People ask why more law schools have not closed. The answer to the question is that, in effect, they already have. We simply haven’t noticed. Astute observers have argued that the cumulative losses in enrollment equal a couple dozen law schools’ worth of would-be attorneys.

In 2010, the number of applicants to law school was a record 87,900, who filed 604,300 separate applications. The number who matriculated that year was 52,488. After year over year of decreases, the number of applicants to law school has settled at 54,500. The number who matriculated in 2015 was 37,058.

A censorious commentator might note, however, that the decline in the applicant pool exceeds the decline in students, in proportional terms. That means, in the aggregate or on average, law schools are accepting persons with statistical indicators (LSAT and undergraduate grade point are the conventional predictors of academic success) that are lesser than prior to this crash. More of the best students seem to be staying away from the profession. The situation is so dire that law schools compete to recruit people they would have rejected not long ago, and even elite schools are facing the challenge.

The real issue here is whether some law schools may have crossed the line from offering access to higher education to predatory lending in the form of student loans all but impossible to discharge in bankruptcy. For the “better” law schools, or those that would describe themselves as selective, there has always been quite a margin between the weakest student whom they would take and the risk of failure on the bar exam.

They had room. Yale, at the opposite end of the rankings from Indiana Tech, is not troubled, and that should not be concerning to the rest of us since it still attracts more than enough extraordinary candidates for each available seat.

If legal education were free, erring on the side of giving folks an opportunity would be laudable. Since legal education is quite costly, however, there should be a tipping point past which progressives ought to encourage a student with weaker credentials to consider carefully whether the investment was worthwhile.

That becomes all the more so, since scholarship policies (actually “tuition discounting”) have shifted significantly toward rewarding the students who are safe bets. A consequence, not intended but inevitable, is that students who are less wealthy end up subsidizing those who are more wealthy. (The reason this happens is that there is a rough correlation between wealth and the indicators that are relied upon.)

When the line is crossed, and numbers go over the tipping point, we have a responsibility. A few professors have called out the business decision to generate revenue from people who aspire to improve themselves yet who cannot realistically expect gainful employment to provide sufficient return on the investment they have made. We should be wary of those who would disguise their profit motive by suggesting they are promoting diversity. Some places, such as historically black colleges/universities, mean it; others are doing what lawyers do that causes others to dislike us so, making an argument that serves self-interest.

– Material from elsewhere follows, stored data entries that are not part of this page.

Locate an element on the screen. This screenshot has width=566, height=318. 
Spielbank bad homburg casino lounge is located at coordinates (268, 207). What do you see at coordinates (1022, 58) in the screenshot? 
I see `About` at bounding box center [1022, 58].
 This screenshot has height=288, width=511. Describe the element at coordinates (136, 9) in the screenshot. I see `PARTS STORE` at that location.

For that matter, law schools are working themselves into an awful predicament. They are pursuing policies that cannot be sustained. The subsidies now required to maintain standards at law schools, which can be see at the public ones, cannot be making university presidents happy. Even leaders who were blasé about law students should be losing sleep over them.

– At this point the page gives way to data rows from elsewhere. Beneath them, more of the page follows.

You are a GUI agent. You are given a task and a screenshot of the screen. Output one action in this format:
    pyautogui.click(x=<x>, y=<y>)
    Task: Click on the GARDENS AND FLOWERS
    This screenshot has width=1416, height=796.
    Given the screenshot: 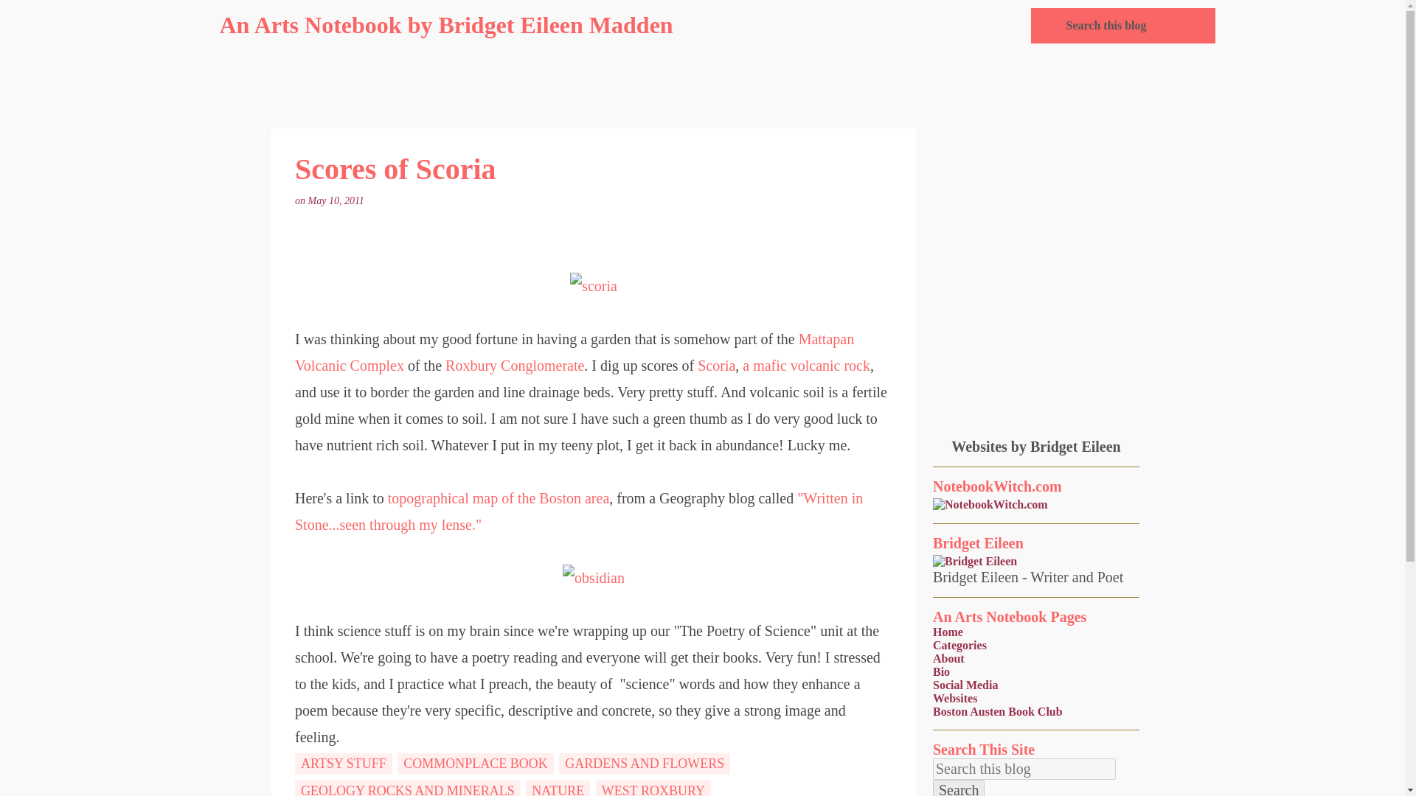 What is the action you would take?
    pyautogui.click(x=644, y=764)
     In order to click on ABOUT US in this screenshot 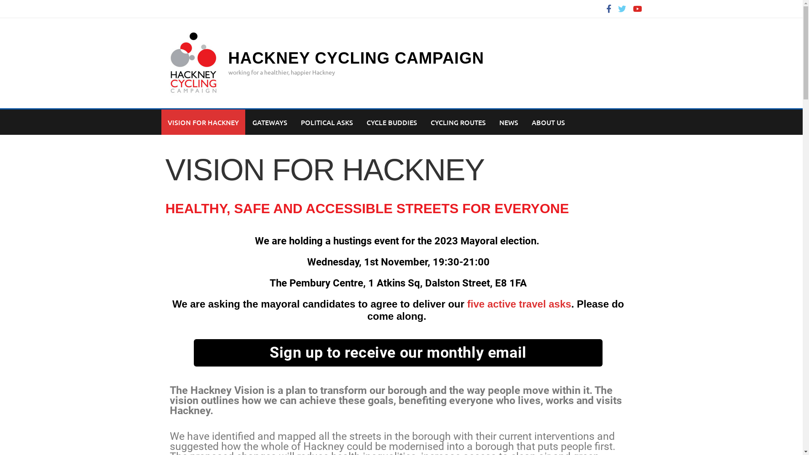, I will do `click(548, 122)`.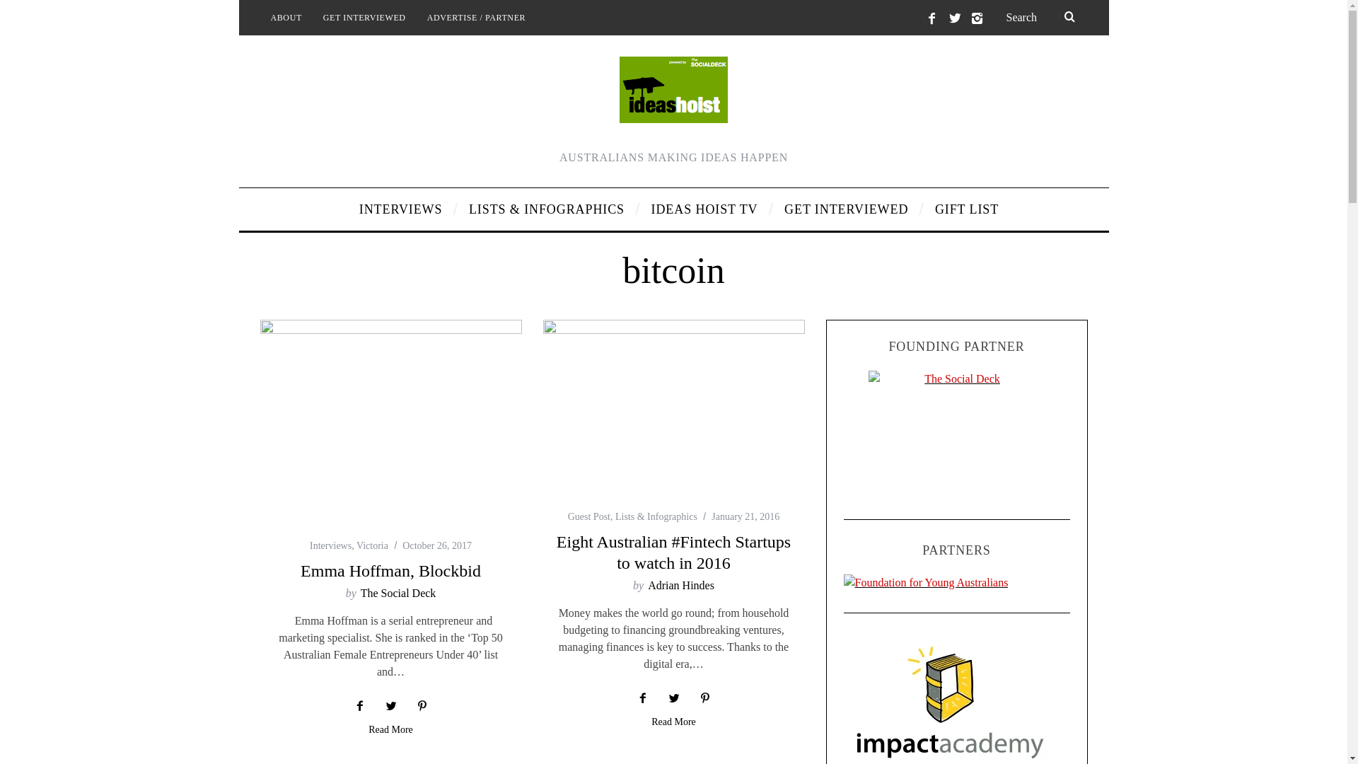 This screenshot has width=1358, height=764. What do you see at coordinates (390, 731) in the screenshot?
I see `Read More` at bounding box center [390, 731].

The hierarchy within legal education is real. It affects the schools as well as their students. Schools that do not adapt, but instead try to imitate those with better resources, will regret the strategy.

None of us should be pleased that people, students especially, almost certainly will be severely harmed by choices made by those who purport to teach them. The admonition applies to more campuses than one that regrettably is in the news. It signals a structural problem throughout higher education. Indiana Tech Law School is not alone.